Sunday, June 30, 2013

Does economic development inevitably lead to democracy?

Dan and I discussed this awhile back in regard to China (certainly the most important case study).  In light of the recent protests in several emerging countries, the Economist chimed in with some thoughts:
CHAMPIONS of modernisation theory—the idea that prosperity begets democracy—are upbeat. Street protests in Brazil, India and Turkey have rallied mostly middle-class crowds demanding better public services and an end to corruption. Proof, surely, of the American sociologist Barrington Moore’s dictum: “No bourgeoisie, no democracy”...
Yet exceptions abound. Mostly middling earners in Chile supported Augusto Pinochet’s coup in 1973. Few among China’s 800m-strong middle class have demanded democracy. Nor is protest a middle-class monopoly. “Miners and diggers stood up for democracy” in 19th-century Australia, says Daron Acemoglu, an economist at MIT. Their struggle brought secret balloting. In South Korea prosperity and democracy arrived together—but unions and students, not the well-off, called for liberal government. India’s democratic constitution long predated its middle class; and Botswana’s fair institutions took root when it had only a few graduates. 
I agree that the protests from the past few months are a strong point in favor of the idea that development begets democracy, but the issue is far from settled.  The arguments about India and Botswana are neither here nor there.  The question is not whether democracy can exist in the absence of development, but whether authoritarianism can be maintained in a developed economy.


What you will do:
Show all the lines in the data below that include the word "block".

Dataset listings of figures
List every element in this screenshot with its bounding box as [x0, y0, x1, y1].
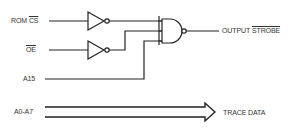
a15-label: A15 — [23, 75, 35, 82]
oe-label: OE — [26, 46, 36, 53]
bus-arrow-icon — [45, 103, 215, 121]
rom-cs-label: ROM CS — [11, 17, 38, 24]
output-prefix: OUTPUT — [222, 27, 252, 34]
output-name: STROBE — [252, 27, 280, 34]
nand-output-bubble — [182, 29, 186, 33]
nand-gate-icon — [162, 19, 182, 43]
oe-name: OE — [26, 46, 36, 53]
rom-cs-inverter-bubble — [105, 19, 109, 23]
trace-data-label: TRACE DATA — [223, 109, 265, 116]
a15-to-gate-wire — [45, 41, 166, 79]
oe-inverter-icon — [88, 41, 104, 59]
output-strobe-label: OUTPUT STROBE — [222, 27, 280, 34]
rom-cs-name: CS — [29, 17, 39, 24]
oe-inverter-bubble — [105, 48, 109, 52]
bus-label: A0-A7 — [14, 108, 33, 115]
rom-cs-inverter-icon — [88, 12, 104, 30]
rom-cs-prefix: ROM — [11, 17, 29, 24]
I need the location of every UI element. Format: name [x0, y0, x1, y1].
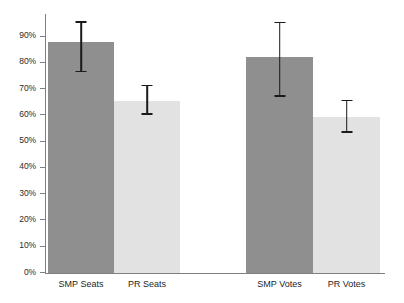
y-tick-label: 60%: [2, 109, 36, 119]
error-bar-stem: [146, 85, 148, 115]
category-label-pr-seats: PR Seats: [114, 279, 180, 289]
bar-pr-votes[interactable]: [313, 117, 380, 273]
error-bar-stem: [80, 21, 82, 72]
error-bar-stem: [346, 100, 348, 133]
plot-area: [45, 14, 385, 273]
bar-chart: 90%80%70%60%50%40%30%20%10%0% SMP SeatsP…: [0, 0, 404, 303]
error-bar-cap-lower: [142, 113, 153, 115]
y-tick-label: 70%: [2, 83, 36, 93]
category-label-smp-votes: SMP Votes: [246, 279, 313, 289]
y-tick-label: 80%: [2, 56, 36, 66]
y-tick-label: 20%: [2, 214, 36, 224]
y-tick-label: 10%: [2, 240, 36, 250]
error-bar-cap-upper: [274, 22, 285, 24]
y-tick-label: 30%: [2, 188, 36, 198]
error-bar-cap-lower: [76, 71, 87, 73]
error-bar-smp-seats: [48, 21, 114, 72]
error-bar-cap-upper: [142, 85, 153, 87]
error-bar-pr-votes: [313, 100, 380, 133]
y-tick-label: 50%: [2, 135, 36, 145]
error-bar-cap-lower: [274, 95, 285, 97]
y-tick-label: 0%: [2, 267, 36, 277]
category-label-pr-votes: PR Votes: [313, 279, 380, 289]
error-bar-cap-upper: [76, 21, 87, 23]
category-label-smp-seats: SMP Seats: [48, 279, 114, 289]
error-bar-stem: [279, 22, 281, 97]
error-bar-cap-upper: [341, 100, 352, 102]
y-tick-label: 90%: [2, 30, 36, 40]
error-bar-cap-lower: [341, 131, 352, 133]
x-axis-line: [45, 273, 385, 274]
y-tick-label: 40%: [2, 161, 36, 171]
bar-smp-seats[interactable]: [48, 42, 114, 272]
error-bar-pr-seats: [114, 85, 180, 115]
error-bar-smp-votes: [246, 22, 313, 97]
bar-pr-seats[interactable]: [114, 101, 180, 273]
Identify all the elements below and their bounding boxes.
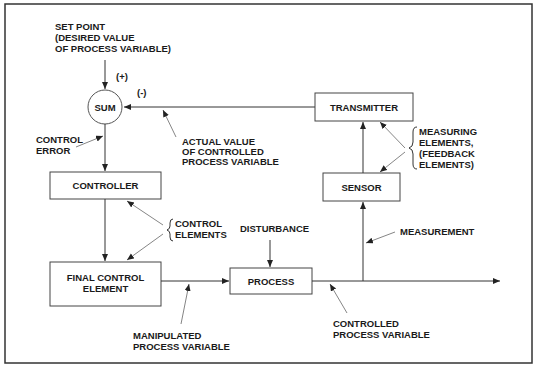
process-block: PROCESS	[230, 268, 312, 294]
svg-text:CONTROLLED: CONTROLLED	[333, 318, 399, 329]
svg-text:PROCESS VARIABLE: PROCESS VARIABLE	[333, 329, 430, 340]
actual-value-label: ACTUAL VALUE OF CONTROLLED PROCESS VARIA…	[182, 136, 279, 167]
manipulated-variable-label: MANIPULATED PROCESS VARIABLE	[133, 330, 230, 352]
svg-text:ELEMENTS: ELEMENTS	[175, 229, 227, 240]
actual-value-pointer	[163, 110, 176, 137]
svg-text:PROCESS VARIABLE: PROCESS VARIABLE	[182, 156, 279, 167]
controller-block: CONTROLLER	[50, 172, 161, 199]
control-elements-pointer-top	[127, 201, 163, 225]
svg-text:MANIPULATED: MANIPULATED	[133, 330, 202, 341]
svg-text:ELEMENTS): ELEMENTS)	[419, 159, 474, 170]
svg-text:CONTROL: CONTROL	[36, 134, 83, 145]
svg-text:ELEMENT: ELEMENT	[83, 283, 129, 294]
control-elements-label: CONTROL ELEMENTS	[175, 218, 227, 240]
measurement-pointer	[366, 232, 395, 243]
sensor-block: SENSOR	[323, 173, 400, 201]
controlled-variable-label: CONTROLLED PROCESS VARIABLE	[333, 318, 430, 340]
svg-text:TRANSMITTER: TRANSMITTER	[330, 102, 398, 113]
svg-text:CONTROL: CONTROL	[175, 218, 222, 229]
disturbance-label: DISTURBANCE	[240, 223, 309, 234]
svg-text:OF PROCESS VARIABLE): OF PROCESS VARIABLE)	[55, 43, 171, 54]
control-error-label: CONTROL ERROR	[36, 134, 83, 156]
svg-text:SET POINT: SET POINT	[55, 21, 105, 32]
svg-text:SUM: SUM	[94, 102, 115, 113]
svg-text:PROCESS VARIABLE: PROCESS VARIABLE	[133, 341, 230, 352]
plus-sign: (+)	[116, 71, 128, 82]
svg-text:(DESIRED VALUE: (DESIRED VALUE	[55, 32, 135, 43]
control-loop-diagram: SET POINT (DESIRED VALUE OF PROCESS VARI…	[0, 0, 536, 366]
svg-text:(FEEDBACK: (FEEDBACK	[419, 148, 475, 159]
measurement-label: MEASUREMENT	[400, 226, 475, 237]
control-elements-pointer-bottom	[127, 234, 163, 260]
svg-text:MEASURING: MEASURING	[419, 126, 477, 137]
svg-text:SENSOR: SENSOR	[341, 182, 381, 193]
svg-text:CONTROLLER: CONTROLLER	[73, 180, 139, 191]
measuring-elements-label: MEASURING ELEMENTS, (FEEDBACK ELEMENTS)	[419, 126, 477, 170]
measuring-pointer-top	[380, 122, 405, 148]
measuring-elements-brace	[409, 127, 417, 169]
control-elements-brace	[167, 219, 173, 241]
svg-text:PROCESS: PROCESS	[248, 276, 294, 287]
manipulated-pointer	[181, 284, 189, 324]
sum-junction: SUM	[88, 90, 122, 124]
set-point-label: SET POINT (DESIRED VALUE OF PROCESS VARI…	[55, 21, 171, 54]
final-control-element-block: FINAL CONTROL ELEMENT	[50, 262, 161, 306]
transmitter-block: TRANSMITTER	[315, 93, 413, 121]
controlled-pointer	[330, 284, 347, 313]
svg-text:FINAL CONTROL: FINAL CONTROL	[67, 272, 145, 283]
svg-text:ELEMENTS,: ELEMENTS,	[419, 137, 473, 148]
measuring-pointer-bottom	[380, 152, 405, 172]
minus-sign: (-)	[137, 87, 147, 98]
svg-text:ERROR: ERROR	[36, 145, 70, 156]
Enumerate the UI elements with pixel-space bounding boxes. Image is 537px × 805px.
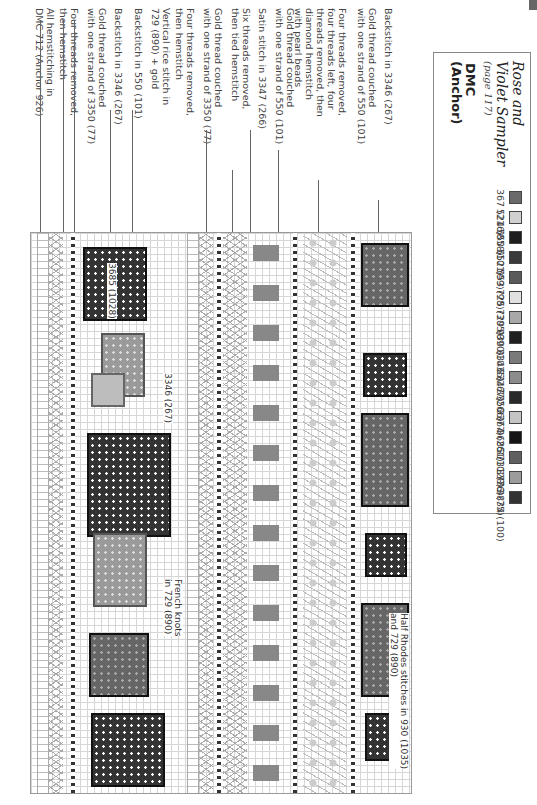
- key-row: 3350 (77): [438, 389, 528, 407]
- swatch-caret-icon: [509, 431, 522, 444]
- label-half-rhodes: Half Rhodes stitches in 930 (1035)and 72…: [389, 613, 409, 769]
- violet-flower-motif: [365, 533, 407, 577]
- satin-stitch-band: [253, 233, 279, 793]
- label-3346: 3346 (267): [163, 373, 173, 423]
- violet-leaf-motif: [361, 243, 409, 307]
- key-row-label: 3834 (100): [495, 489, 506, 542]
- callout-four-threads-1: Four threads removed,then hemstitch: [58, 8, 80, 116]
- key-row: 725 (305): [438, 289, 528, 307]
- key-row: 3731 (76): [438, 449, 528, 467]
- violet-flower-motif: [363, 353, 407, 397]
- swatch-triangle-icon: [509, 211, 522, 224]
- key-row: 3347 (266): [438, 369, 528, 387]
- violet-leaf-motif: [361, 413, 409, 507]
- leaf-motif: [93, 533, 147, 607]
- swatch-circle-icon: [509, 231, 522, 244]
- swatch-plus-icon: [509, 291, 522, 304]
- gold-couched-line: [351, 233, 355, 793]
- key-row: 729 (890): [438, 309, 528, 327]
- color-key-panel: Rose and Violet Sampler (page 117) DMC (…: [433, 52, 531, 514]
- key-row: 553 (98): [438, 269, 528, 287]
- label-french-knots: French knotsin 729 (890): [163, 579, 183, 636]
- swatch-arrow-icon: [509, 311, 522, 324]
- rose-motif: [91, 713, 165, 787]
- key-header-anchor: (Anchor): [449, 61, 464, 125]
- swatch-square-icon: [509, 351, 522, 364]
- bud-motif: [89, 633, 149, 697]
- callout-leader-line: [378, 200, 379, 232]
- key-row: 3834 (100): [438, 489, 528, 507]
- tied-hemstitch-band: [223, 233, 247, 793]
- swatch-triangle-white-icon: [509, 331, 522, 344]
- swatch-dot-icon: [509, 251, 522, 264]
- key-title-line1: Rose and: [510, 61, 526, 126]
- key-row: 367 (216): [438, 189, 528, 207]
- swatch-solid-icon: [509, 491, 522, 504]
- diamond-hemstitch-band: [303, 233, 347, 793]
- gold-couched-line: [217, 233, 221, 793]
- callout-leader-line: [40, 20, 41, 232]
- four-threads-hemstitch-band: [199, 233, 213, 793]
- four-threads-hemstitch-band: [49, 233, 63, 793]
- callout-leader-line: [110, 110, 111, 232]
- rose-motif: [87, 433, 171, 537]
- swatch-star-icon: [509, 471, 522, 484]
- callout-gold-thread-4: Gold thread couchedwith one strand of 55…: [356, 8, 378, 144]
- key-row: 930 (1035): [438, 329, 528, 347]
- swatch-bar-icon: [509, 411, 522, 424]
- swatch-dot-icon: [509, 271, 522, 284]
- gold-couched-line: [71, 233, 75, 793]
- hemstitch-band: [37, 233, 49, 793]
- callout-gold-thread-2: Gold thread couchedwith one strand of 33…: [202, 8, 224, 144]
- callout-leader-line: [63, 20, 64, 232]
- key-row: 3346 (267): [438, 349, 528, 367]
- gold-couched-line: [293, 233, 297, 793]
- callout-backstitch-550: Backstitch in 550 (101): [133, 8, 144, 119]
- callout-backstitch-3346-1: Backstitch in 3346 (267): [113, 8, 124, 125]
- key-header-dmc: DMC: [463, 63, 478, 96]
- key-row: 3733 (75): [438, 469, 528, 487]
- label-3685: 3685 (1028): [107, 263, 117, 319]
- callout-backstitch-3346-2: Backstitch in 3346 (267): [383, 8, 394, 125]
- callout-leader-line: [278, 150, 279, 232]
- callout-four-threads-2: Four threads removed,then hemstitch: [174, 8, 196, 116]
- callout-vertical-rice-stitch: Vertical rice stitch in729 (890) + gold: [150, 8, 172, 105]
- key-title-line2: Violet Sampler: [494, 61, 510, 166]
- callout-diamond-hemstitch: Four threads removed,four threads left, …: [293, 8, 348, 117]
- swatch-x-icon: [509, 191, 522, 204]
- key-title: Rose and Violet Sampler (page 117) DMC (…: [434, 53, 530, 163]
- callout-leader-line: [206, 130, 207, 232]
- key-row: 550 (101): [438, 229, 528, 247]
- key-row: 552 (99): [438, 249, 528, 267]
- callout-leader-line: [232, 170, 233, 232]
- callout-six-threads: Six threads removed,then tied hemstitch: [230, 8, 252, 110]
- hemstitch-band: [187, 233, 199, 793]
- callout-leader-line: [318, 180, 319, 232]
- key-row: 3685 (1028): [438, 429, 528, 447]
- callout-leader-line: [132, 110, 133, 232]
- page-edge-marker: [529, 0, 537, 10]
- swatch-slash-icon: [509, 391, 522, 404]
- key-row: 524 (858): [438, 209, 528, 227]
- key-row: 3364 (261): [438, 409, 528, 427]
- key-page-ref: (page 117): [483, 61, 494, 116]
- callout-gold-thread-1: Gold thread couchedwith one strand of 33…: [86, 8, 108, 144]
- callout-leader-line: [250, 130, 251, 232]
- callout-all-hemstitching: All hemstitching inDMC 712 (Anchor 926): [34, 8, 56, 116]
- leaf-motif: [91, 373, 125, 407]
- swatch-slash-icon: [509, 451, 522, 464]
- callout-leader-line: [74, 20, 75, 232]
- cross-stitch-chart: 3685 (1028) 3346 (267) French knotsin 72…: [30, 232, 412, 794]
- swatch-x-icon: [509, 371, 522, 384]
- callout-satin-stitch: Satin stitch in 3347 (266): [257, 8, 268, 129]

Finished exercise:
process-block: PROCESS	[230, 268, 312, 294]
controller-block: CONTROLLER	[50, 172, 161, 199]
sensor-block: SENSOR	[323, 173, 400, 201]
final-control-element-block: FINAL CONTROL ELEMENT	[50, 262, 161, 306]
transmitter-block: TRANSMITTER	[315, 93, 413, 121]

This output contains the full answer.